PROBLEM REQUIREMENTS: Beginning with the line that contains "reading: 0.6 cm", reproduce every line through the end of the records below exactly, and leave the pictures out.

↓↓↓

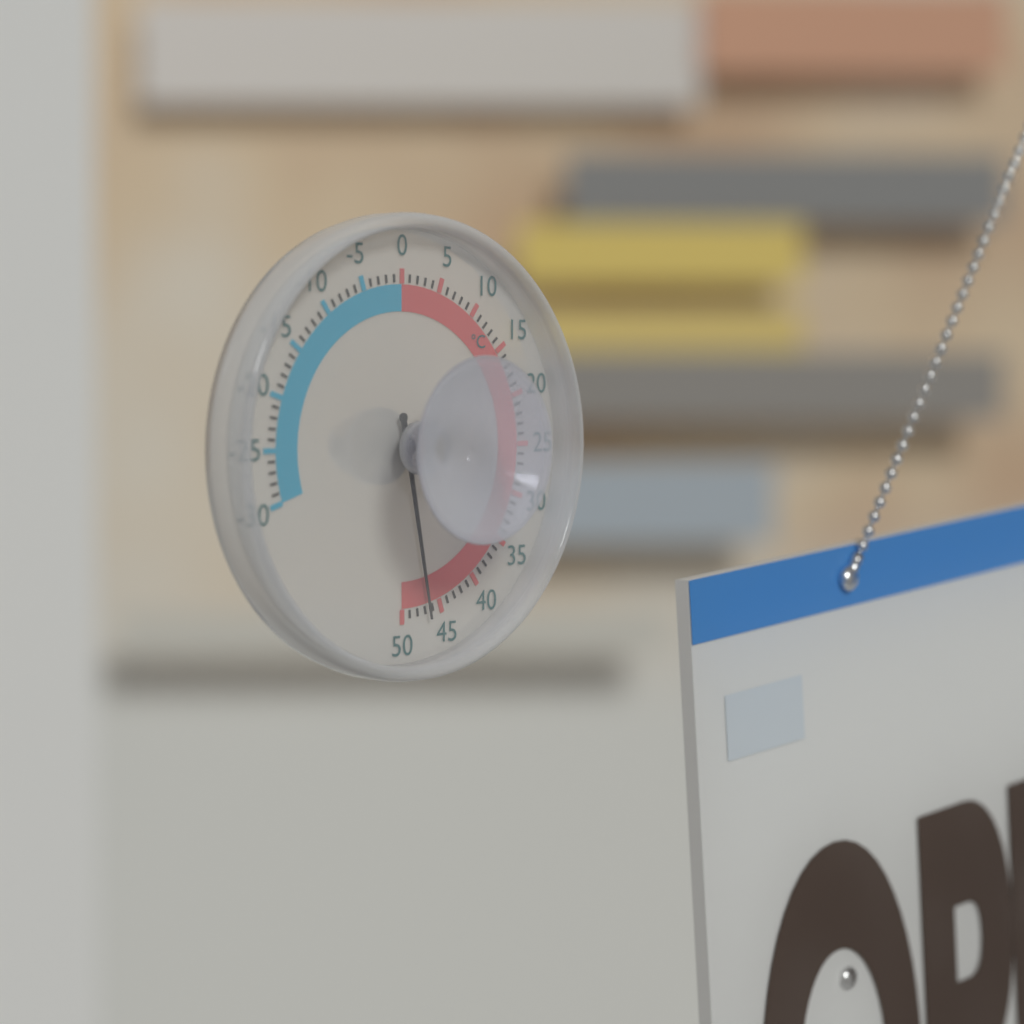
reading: 47 °C
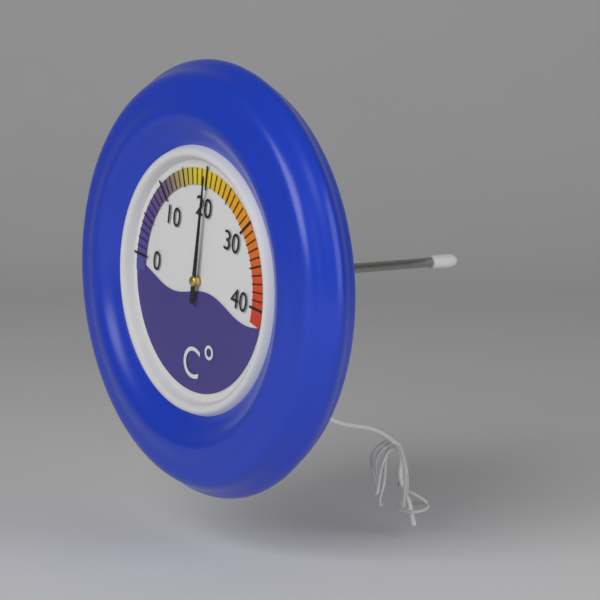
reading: 20 °C
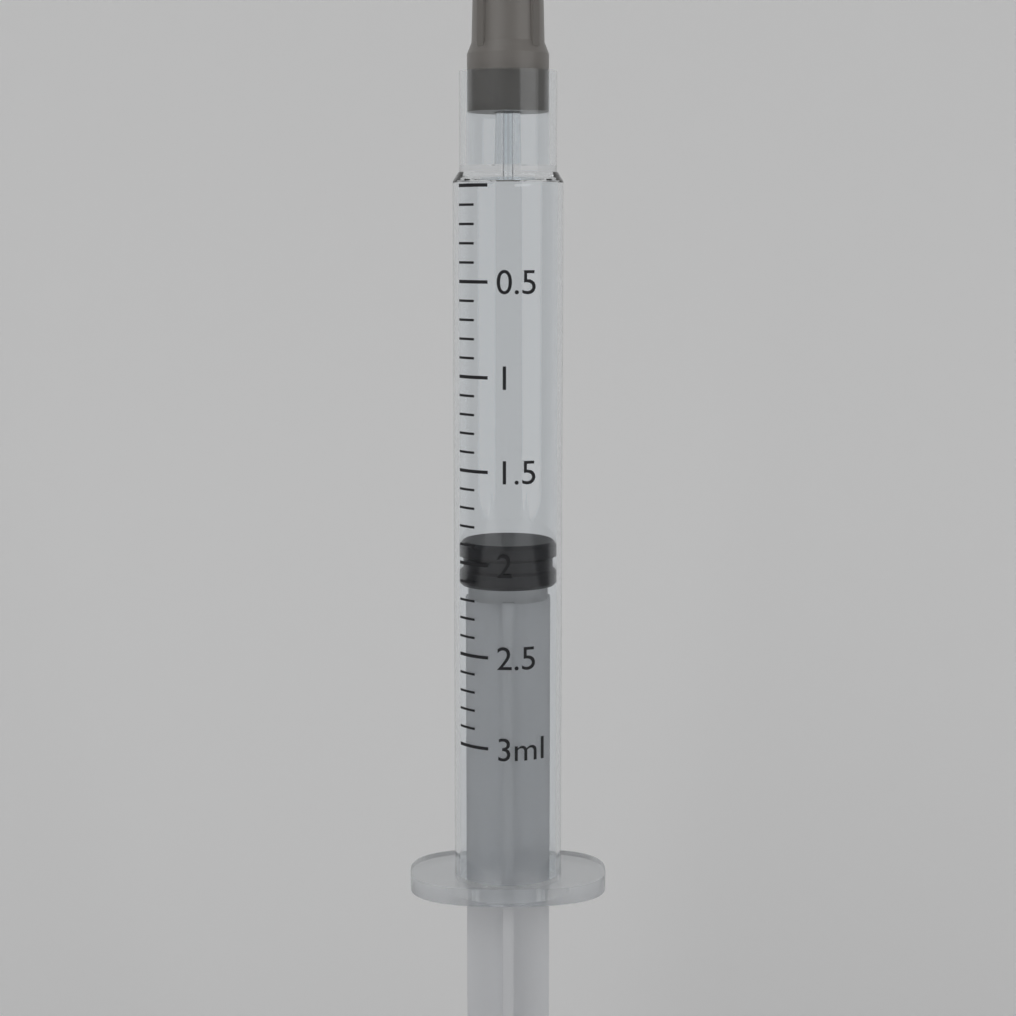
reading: 1.9 ml
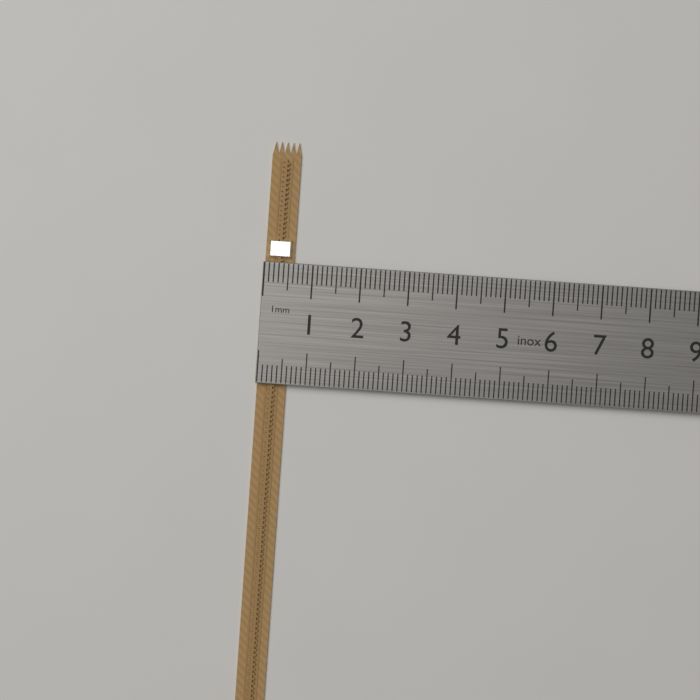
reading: 0.6 cm
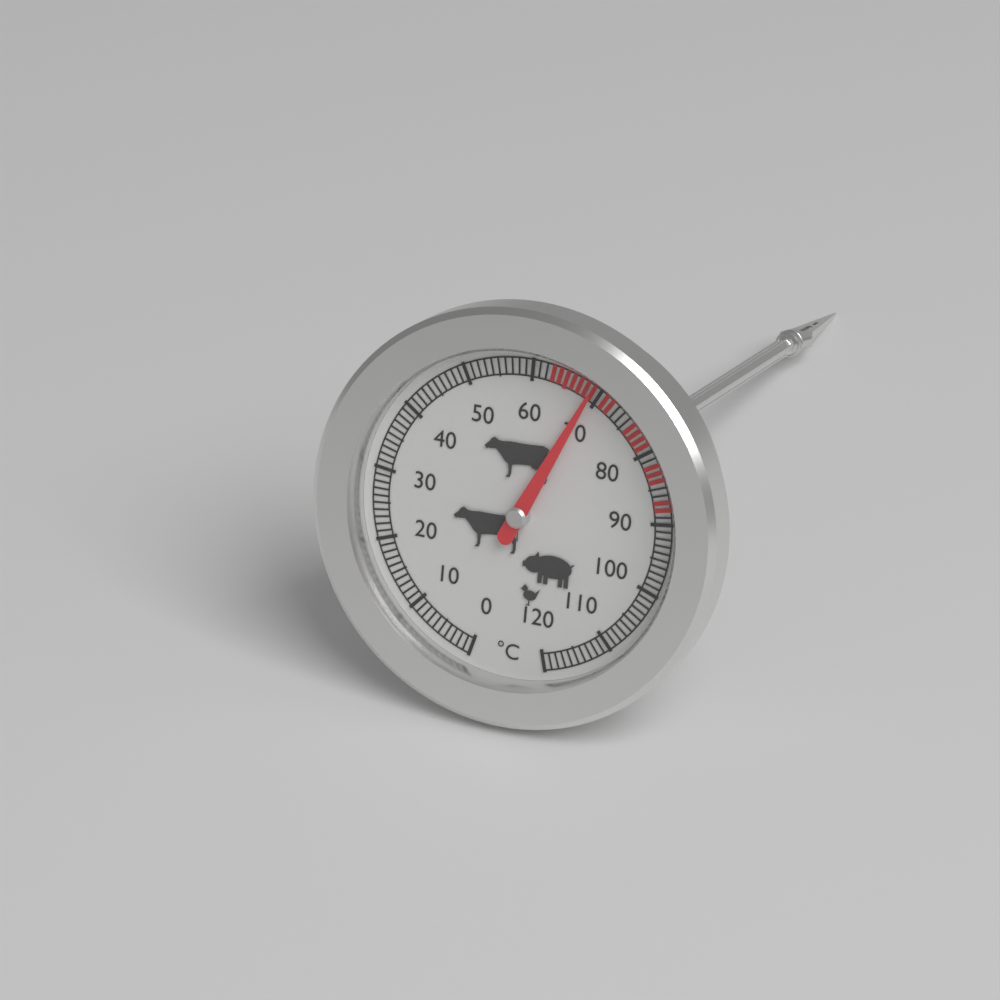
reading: 69 °C
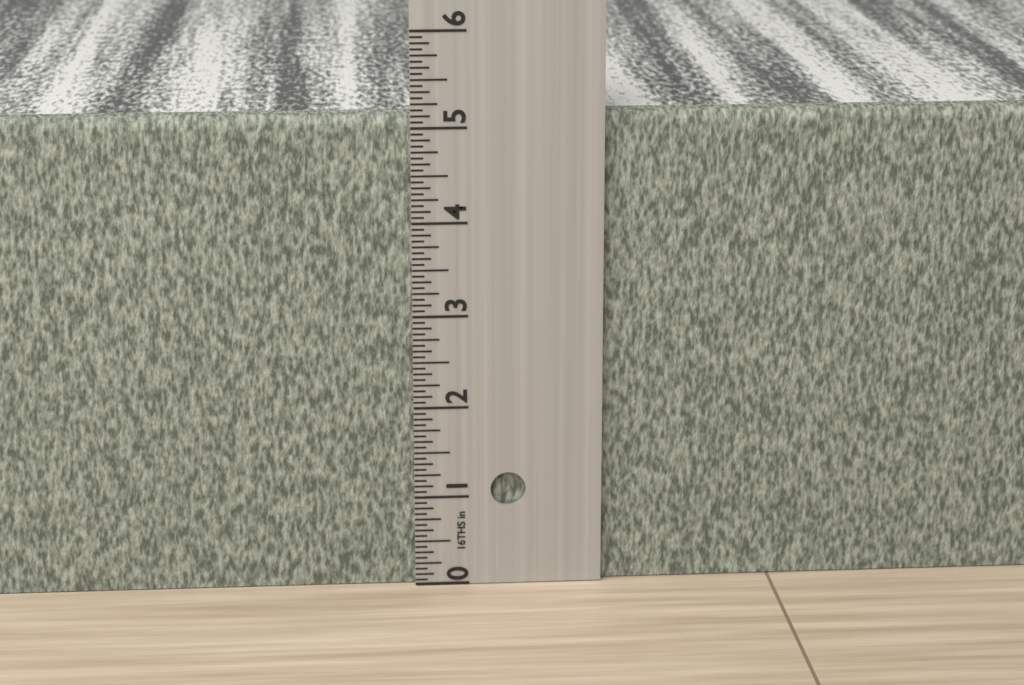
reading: 5.1250 in
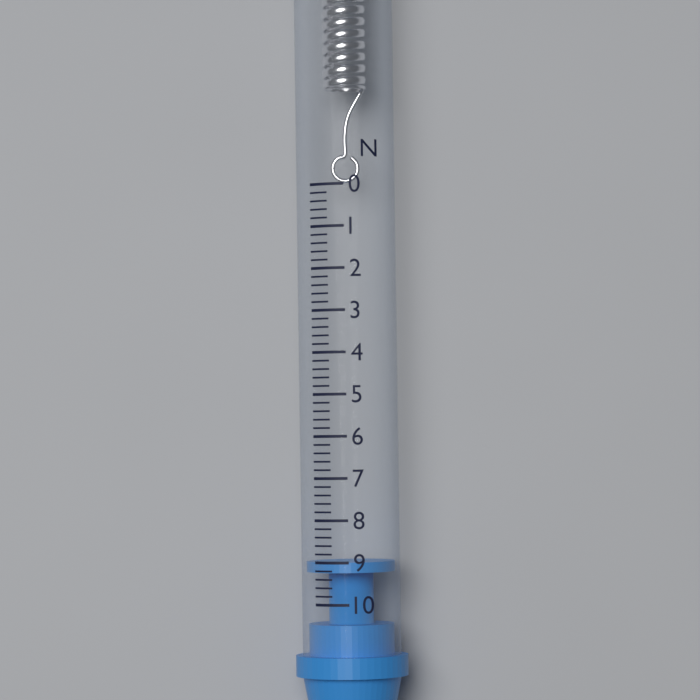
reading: 9.0 N
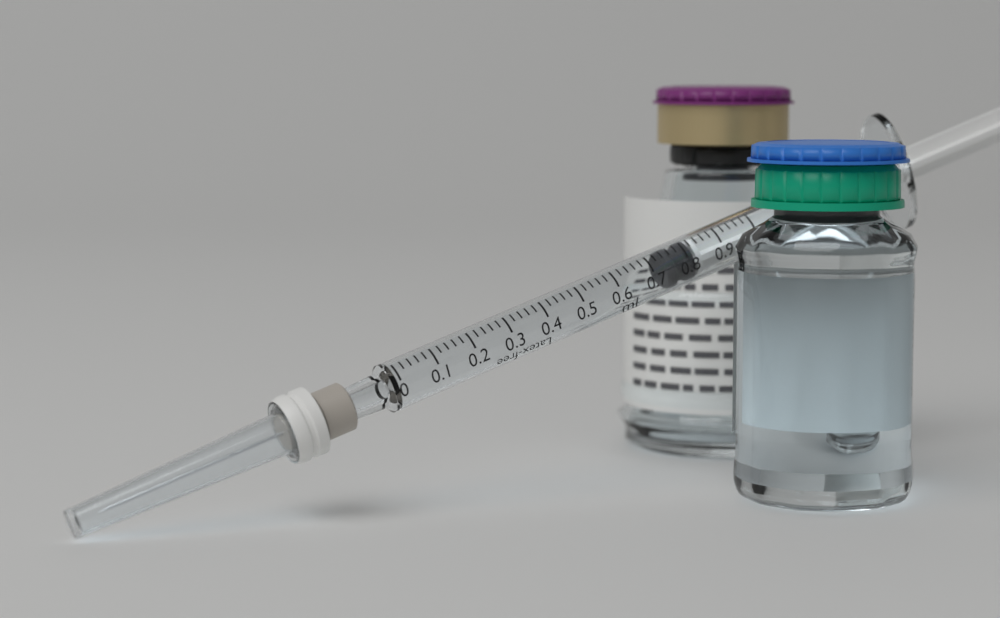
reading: 0.74 ml
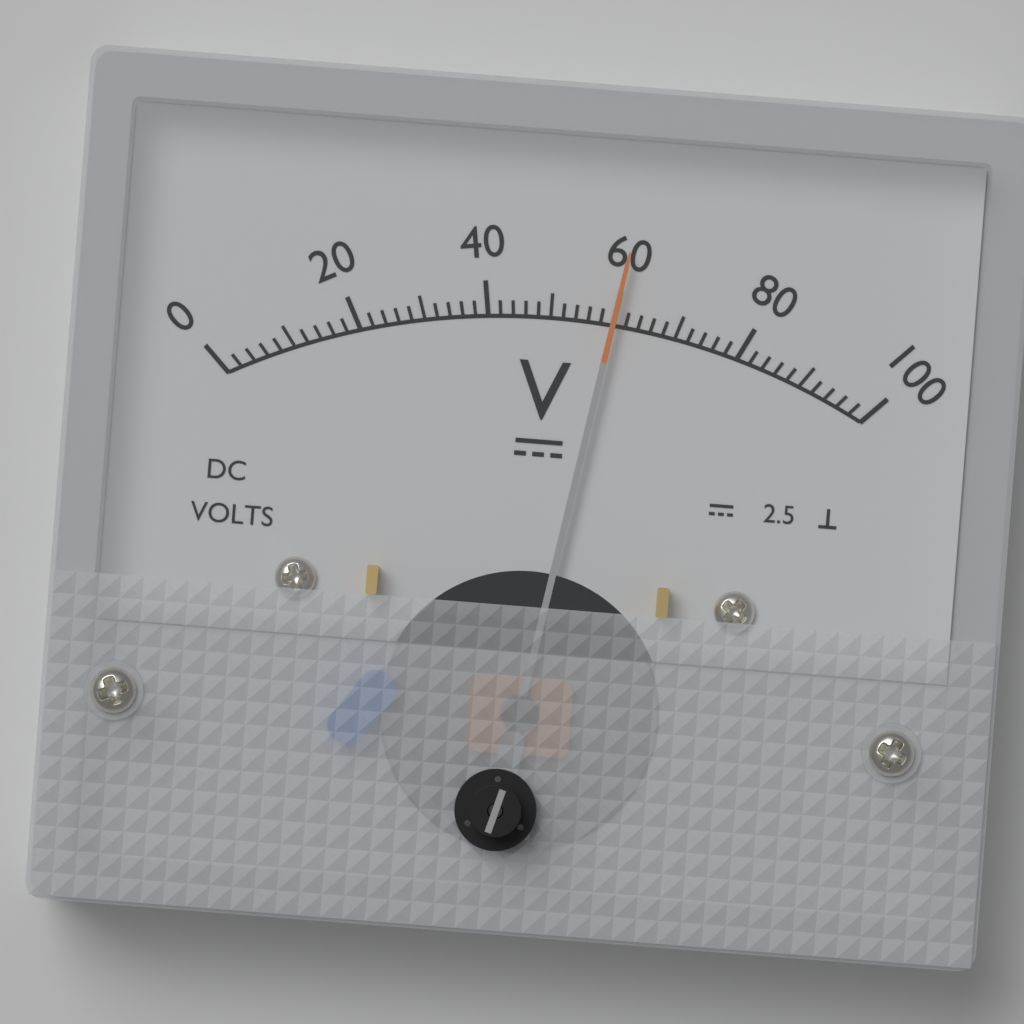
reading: 60 V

↑↑↑

SOLVED EXERCISE:
reading: 0.6 cm
reading: 69 °C
reading: 5.1250 in
reading: 9.0 N
reading: 0.74 ml
reading: 60 V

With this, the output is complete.